The simple process of drafting that 2004 law permitted all the knives to come out. It was time for all the angry and ambitious agencies that felt they had suffered or chafed under the overseas coordinating authority of the CIA and its station chiefs to go after increased (if not total) autonomy in their overseas operations. If they could not get autonomy, they wanted to wrest control from the CIA as it was reflected in the role of the station chief. Clearly, what you see today in the tiff between the DNI and the CIA director is a reflection or continuation of that tussle.

All the agencies involved – State, Defense, the FBI, the National Security Agency and others – wanted and presumably still want to be either on top of the overseas intelligence collection effort, or at least free from domination by any other organization.
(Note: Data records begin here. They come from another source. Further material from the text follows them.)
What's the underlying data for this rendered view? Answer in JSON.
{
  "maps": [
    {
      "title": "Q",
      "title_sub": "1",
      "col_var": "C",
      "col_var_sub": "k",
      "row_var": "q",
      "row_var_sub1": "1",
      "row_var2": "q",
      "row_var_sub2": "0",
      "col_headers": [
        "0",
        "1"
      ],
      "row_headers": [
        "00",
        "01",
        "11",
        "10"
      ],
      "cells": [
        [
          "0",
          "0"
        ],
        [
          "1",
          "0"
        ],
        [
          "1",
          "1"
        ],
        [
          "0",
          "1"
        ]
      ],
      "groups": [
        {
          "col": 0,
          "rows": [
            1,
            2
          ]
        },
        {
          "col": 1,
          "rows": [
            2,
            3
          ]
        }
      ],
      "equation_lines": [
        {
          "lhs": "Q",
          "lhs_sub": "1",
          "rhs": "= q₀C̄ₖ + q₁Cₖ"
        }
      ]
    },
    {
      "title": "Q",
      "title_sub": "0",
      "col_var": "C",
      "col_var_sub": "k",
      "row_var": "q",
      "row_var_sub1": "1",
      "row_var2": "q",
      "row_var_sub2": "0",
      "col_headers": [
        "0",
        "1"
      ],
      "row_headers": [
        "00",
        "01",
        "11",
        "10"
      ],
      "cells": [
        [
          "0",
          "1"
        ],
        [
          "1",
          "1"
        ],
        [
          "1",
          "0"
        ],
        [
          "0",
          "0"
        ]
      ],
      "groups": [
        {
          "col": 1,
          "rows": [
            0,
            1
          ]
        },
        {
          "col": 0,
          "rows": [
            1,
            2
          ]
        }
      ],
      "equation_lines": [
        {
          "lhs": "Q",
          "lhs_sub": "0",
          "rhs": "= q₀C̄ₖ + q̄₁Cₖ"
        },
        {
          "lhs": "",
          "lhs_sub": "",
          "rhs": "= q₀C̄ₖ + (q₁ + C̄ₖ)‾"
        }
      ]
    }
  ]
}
None of those agencies agreed with the concept, as spelled out in the original National Security Acts of 1947 and 1949, that the intelligence community abroad had to speak with one voice and that that voice should belong to the only organization that was involved purely in clandestine intelligence operations: the Central Intelligence Agency.

If you strip away all the politics and petty jealousies, the problem is that there are activities and responsibilities that are best carried out by the CIA, which has been running successful clandestine human intelligence-collection operations for 60 years. They may not be perfect, but they are the best we have.
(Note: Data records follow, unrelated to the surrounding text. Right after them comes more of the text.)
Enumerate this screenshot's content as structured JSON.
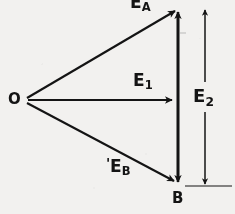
{
  "figure": {
    "type": "vector-diagram",
    "background_color": "#f2f1ef",
    "ink_color": "#141414",
    "points": {
      "O": {
        "label": "O",
        "x": 22,
        "y": 100
      },
      "A": {
        "label": "E",
        "sub": "A",
        "x": 178,
        "y": 8
      },
      "B": {
        "label": "B",
        "x": 178,
        "y": 186
      }
    },
    "labels": {
      "origin": "O",
      "vector_a_base": "E",
      "vector_a_sub": "A",
      "vector_1_base": "E",
      "vector_1_sub": "1",
      "vector_b_base": "E",
      "vector_b_sub": "B",
      "vector_2_base": "E",
      "vector_2_sub": "2",
      "point_b": "B",
      "eb_prefix_tick": "'"
    },
    "vectors": [
      {
        "name": "E_A",
        "from": "O",
        "to": "A",
        "arrow": "single",
        "direction": "up-right"
      },
      {
        "name": "E_1",
        "from": "O",
        "to": "midpoint",
        "arrow": "single",
        "direction": "right"
      },
      {
        "name": "E_B",
        "from": "O",
        "to": "B",
        "arrow": "single",
        "direction": "down-right"
      },
      {
        "name": "E_2_stem",
        "from": "B",
        "to": "A",
        "arrow": "double",
        "direction": "vertical"
      }
    ],
    "dimension": {
      "name": "E_2",
      "label": "E2",
      "arrow": "double",
      "orientation": "vertical",
      "x": 205,
      "top_y": 8,
      "bottom_y": 186
    }
  }
}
The other part of that operational collection process is the conduct of liaison with foreign intelligence services. That liaison is critical in today’s operations against terrorist organizations. Liaison services can and do operate highly effectively in environments where it is often extremely difficult for our officers to move unnoticed. Conducting liaison relationships requires the same level of experience and expertise that is demanded by collection operations.
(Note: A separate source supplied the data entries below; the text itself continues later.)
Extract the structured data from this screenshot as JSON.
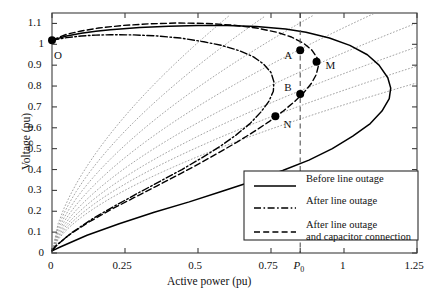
{
  "chart_data": {
    "type": "line",
    "title": "",
    "xlabel": "Active power (pu)",
    "ylabel": "Voltage (pu)",
    "xlim": [
      0,
      1.25
    ],
    "ylim": [
      0,
      1.15
    ],
    "grid": false,
    "xticks": [
      {
        "value": 0,
        "label": "0"
      },
      {
        "value": 0.25,
        "label": "0.25"
      },
      {
        "value": 0.5,
        "label": "0.5"
      },
      {
        "value": 0.75,
        "label": "0.75"
      },
      {
        "value": 0.85,
        "label": "P0"
      },
      {
        "value": 1,
        "label": "1"
      },
      {
        "value": 1.25,
        "label": "1.25"
      }
    ],
    "yticks": [
      {
        "value": 0,
        "label": "0"
      },
      {
        "value": 0.1,
        "label": "0.1"
      },
      {
        "value": 0.2,
        "label": "0.2"
      },
      {
        "value": 0.3,
        "label": "0.3"
      },
      {
        "value": 0.4,
        "label": "0.4"
      },
      {
        "value": 0.5,
        "label": "0.5"
      },
      {
        "value": 0.6,
        "label": "0.6"
      },
      {
        "value": 0.7,
        "label": "0.7"
      },
      {
        "value": 0.8,
        "label": "0.8"
      },
      {
        "value": 0.9,
        "label": "0.9"
      },
      {
        "value": 1.0,
        "label": "1"
      },
      {
        "value": 1.1,
        "label": "1.1"
      }
    ],
    "series": [
      {
        "name": "Before line outage",
        "style": "solid",
        "points": [
          [
            0.0,
            1.02
          ],
          [
            0.05,
            1.04
          ],
          [
            0.1,
            1.053
          ],
          [
            0.15,
            1.062
          ],
          [
            0.2,
            1.07
          ],
          [
            0.3,
            1.08
          ],
          [
            0.4,
            1.087
          ],
          [
            0.5,
            1.09
          ],
          [
            0.6,
            1.09
          ],
          [
            0.7,
            1.085
          ],
          [
            0.8,
            1.073
          ],
          [
            0.87,
            1.058
          ],
          [
            0.95,
            1.03
          ],
          [
            1.02,
            0.995
          ],
          [
            1.08,
            0.95
          ],
          [
            1.12,
            0.9
          ],
          [
            1.15,
            0.84
          ],
          [
            1.16,
            0.79
          ],
          [
            1.155,
            0.74
          ],
          [
            1.13,
            0.68
          ],
          [
            1.09,
            0.62
          ],
          [
            1.03,
            0.56
          ],
          [
            0.96,
            0.5
          ],
          [
            0.88,
            0.445
          ],
          [
            0.79,
            0.395
          ],
          [
            0.69,
            0.345
          ],
          [
            0.58,
            0.295
          ],
          [
            0.47,
            0.245
          ],
          [
            0.35,
            0.195
          ],
          [
            0.23,
            0.14
          ],
          [
            0.12,
            0.085
          ],
          [
            0.03,
            0.03
          ],
          [
            0.0,
            0.01
          ]
        ]
      },
      {
        "name": "After line outage",
        "style": "dashdot",
        "points": [
          [
            0.0,
            1.02
          ],
          [
            0.05,
            1.032
          ],
          [
            0.1,
            1.04
          ],
          [
            0.15,
            1.044
          ],
          [
            0.2,
            1.046
          ],
          [
            0.28,
            1.045
          ],
          [
            0.36,
            1.04
          ],
          [
            0.44,
            1.03
          ],
          [
            0.52,
            1.012
          ],
          [
            0.58,
            0.995
          ],
          [
            0.64,
            0.97
          ],
          [
            0.69,
            0.94
          ],
          [
            0.725,
            0.905
          ],
          [
            0.75,
            0.865
          ],
          [
            0.76,
            0.82
          ],
          [
            0.758,
            0.775
          ],
          [
            0.742,
            0.725
          ],
          [
            0.715,
            0.675
          ],
          [
            0.678,
            0.62
          ],
          [
            0.63,
            0.565
          ],
          [
            0.575,
            0.51
          ],
          [
            0.512,
            0.455
          ],
          [
            0.445,
            0.4
          ],
          [
            0.372,
            0.345
          ],
          [
            0.296,
            0.288
          ],
          [
            0.218,
            0.228
          ],
          [
            0.14,
            0.165
          ],
          [
            0.068,
            0.098
          ],
          [
            0.018,
            0.04
          ],
          [
            0.0,
            0.012
          ]
        ]
      },
      {
        "name": "After line outage and capacitor connection",
        "style": "dashed",
        "points": [
          [
            0.0,
            1.02
          ],
          [
            0.05,
            1.048
          ],
          [
            0.1,
            1.064
          ],
          [
            0.16,
            1.078
          ],
          [
            0.24,
            1.09
          ],
          [
            0.33,
            1.098
          ],
          [
            0.43,
            1.102
          ],
          [
            0.53,
            1.1
          ],
          [
            0.62,
            1.092
          ],
          [
            0.7,
            1.078
          ],
          [
            0.77,
            1.058
          ],
          [
            0.82,
            1.035
          ],
          [
            0.862,
            1.005
          ],
          [
            0.89,
            0.972
          ],
          [
            0.908,
            0.935
          ],
          [
            0.912,
            0.895
          ],
          [
            0.905,
            0.855
          ],
          [
            0.888,
            0.812
          ],
          [
            0.862,
            0.768
          ],
          [
            0.828,
            0.722
          ],
          [
            0.788,
            0.676
          ],
          [
            0.742,
            0.628
          ],
          [
            0.69,
            0.58
          ],
          [
            0.632,
            0.53
          ],
          [
            0.57,
            0.48
          ],
          [
            0.504,
            0.428
          ],
          [
            0.434,
            0.376
          ],
          [
            0.36,
            0.322
          ],
          [
            0.282,
            0.266
          ],
          [
            0.202,
            0.208
          ],
          [
            0.126,
            0.148
          ],
          [
            0.058,
            0.086
          ],
          [
            0.012,
            0.032
          ],
          [
            0.0,
            0.012
          ]
        ]
      }
    ],
    "load_characteristics": {
      "style": "dotted",
      "description": "Load characteristic lines radiating from origin",
      "slopes": [
        1.55,
        1.38,
        1.22,
        1.08,
        0.96,
        0.86,
        0.78,
        0.71
      ]
    },
    "vertical_line": {
      "value": 0.85,
      "style": "dashed",
      "label": "P0"
    },
    "annotations": [
      {
        "label": "O",
        "x": 0.0,
        "y": 1.02,
        "marker": true,
        "label_dx": 6,
        "label_dy": 16
      },
      {
        "label": "A",
        "x": 0.85,
        "y": 0.972,
        "marker": true,
        "label_dx": -12,
        "label_dy": 6
      },
      {
        "label": "M",
        "x": 0.906,
        "y": 0.917,
        "marker": true,
        "label_dx": 13,
        "label_dy": 4
      },
      {
        "label": "B",
        "x": 0.85,
        "y": 0.762,
        "marker": true,
        "label_dx": -12,
        "label_dy": -6
      },
      {
        "label": "N",
        "x": 0.765,
        "y": 0.655,
        "marker": true,
        "label_dx": 12,
        "label_dy": 9
      }
    ]
  },
  "legend": {
    "items": [
      {
        "label": "Before line outage",
        "style": "solid"
      },
      {
        "label": "After line outage",
        "style": "dashdot"
      },
      {
        "label": "After line outage",
        "label2": "and capacitor connection",
        "style": "dashed"
      }
    ]
  },
  "colors": {
    "curve": "#000000",
    "dotted": "#9a9a9a",
    "axis": "#3d3d3d",
    "background": "#ffffff"
  }
}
These activities require the best, most experienced clandestine collection personnel in the U.S. government. To vest responsibility for those activities anywhere else at a time when intelligence collection is often a matter of survival is sheer folly. To give an operationally naive DNI that responsibility is irresponsible. It’s just like the Cold War days, when most chiefs of station had been trained for World War II in the OSS. It didn’t work well then and it won’t work well now.

What the DNI can do perfectly effectively is run the intelligence community and the community’s analytical processes. Let them be responsible for the production of Intelligence Estimates. That is an important job that, to an outside observer, appears recently to have been poorly done, particularly in the run-up to the invasion of Iraq. What seems to have been missing is the ability or inclination to speak truth to power. To discharge that critical responsibility, the DNI will truly have to control the flow of analysis to the White House.

Of course, what is really needed here is a second look at the Intelligence Reform and Terrorism Prevention Act. Because of the pressures generated by 9/11 and the prejudices that existed at the time, it was poorly designed from the start and contains anomalies that need to be corrected. Given the extraordinary lack of interest in Washington, that probably won’t happen, but at very least the DNI needs to take himself and his growing number of troops out of the operational business.

Haviland Smith is a retired CIA station chief who served in East and West Europe and the Middle East, as chief of the counterterrorism staff and as executive assistant in the director’s office.